The moment doula care became investable
As Medicaid expands coverage and outcomes become measurable, a once-marginal support role is emerging as a scalable, payer-backed care model
So much of pregnancy care happens between appointments.
When a woman leaves a prenatal check-up, she often has questions - about symptoms, nutrition, or what comes next. That space between appointments is where risk can build, and where traditional healthcare models have historically had little visibility.
This is where doulas step in - providing continuity, guidance and support outside of clinical settings. And increasingly, that support is being linked to improved maternal health outcomes.
But doulas are not new.
So why is capital showing up now?
A sudden wave of funding
Over the past week or so, three US-based maternal health startups have raised nearly $27 million between them.
Nadia Care (formerly Cayaba Care) secured $12 million with the round led by Valtruis alongside a major national payer too — a notable signal that insurers are not just observing these models, but actively backing them. The company is expanding its hybrid model of in-home and virtual maternal support across Washington DC, Maryland and Tennessee.
Days earlier, Malama launched with $9.2 million in seed funding to scale a doula-led model combining remote monitoring, care navigation and postpartum support.
And this week, Flourish Care - a maternal healthcare platform building a nationwide doula network - has raised $5.7 million in seed funding to scale its model across the US.
All three centre the role of the doula — non-clinical professionals providing continuous emotional, practical and informational support during pregnancy and after birth — within broader, coordinated care models.
At first glance, this looks like a moment for doulas. In reality, it’s a shift in what makes a care model investable.
The policy unlock
For most of its history, doula care has been difficult to scale.
It sat outside the formal healthcare system — largely paid out-of-pocket, and therefore inaccessible to many of the populations who could benefit most.
That is now changing.
In 2018, only Minnesota and Oregon offered Medicaid coverage for doula care. By 2024, 14 states and Washington DC had introduced coverage. Today, more than 30 states offer some form of reimbursement, though implementation varies.
This matters because Medicaid covers around 40% of births in the US.
For the first time, doula care has a payer, a reimbursement pathway and a route into formal care delivery. Together that changes the economics.
From support service to scalable model
At the same time, the model itself has evolved. These companies are building structured systems around doulas combining care navigation, remote monitoring, postpartum support, data collection on outcomes.
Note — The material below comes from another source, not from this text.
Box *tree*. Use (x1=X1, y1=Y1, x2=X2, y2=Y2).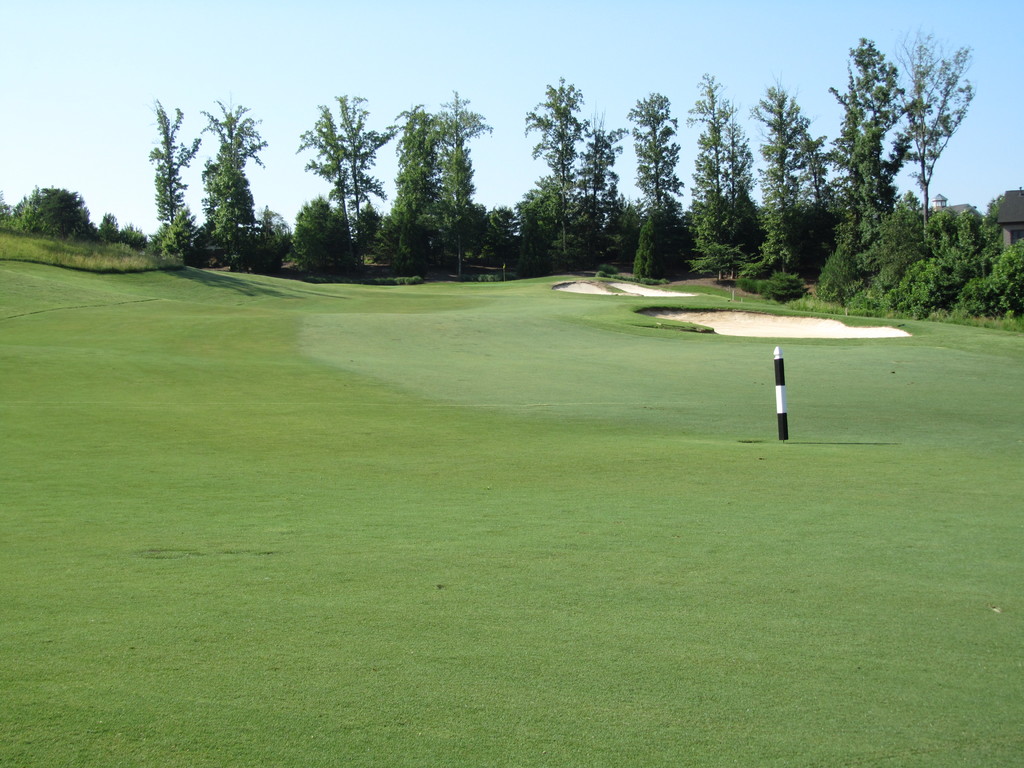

We’re also seeing this shift reflected more broadly across the market.
Maven has been one of the most prominent advocates, publishing peer-reviewed research on virtual doula care in 2024. Progyny added doula services to employer health plans in 2025, and Pomelo Care acquired The Doula Network in 2024, expanding access to more than 15 million lives.
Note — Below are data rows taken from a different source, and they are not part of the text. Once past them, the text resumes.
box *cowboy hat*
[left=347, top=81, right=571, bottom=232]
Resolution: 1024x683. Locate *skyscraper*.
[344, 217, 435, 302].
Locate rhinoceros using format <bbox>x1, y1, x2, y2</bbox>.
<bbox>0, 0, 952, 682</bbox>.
Doulas are no longer operating at the margins. They are being integrated into care pathways.
Why this matters to investors
Maternal health in the US is both high-cost and underperforming. Outcomes remain among the worst in high-income countries, with disparities particularly acute among Medicaid populations.
At the same time, care is still largely organised around short clinical appointments - often missing the day-to-day realities that shape maternal health, from transportation and nutrition to mental health and housing stability.
This creates a gap and increasingly, that gap is measurable.
Early data from companies like Nadia Care and Malama suggests improvements in outcomes such as preterm birth, NICU utilisation and emergency care. This is also supported by a growing body of research, particularly for higher-risk groups.
For investors, that shift is critical. Because these are not just clinical improvements - they are cost drivers. Reducing preterm births or NICU stays has a direct economic impact for payers. And when those outcomes can be improved through a lower-cost, non-clinical workforce, the model becomes significantly more attractive.
The involvement of a national payer in Nadia Care’s round is particularly significant. It suggests that the organisations ultimately responsible for maternal care costs are not just willing to reimburse these models - but to invest in them directly. That alignment between outcomes, cost reduction and payer incentives is what turns a model like this from promising to investable. This is no longer just venture capital placing bets on new care models - it is payers beginning to reshape how maternal care is delivered.
What happens next
If this trend continues, doula-led models are unlikely to remain a standalone category. Instead, they point to a broader shift in maternal health - toward models that extend beyond clinical settings and focus on continuous, prevention-oriented care.
That shift is also beginning to show up in how maternity care is paid for. In the US, the American Medical Association has announced plans to retire the long-standing bundled maternity payment model from 2027, replacing it with itemised billing across prenatal, delivery and postpartum care.
On the surface, this is a technical change but in practice, it could be significant. The previous bundled model paid a single fee for pregnancy and birth, often leaving postpartum care underdelivered and financially invisible. Moving to itemised payments creates clearer reimbursement pathways for services that sit outside traditional clinical encounters - including ongoing support, remote monitoring and more specialised interventions.
In that context, models built around continuous support - including doula-led care - become easier to integrate, measure and fund.
Doulas may be the starting point. But the real signal is that maternal care is beginning to shift toward a more modular, continuous system - one that can accommodate a wider range of providers beyond the traditional clinical model.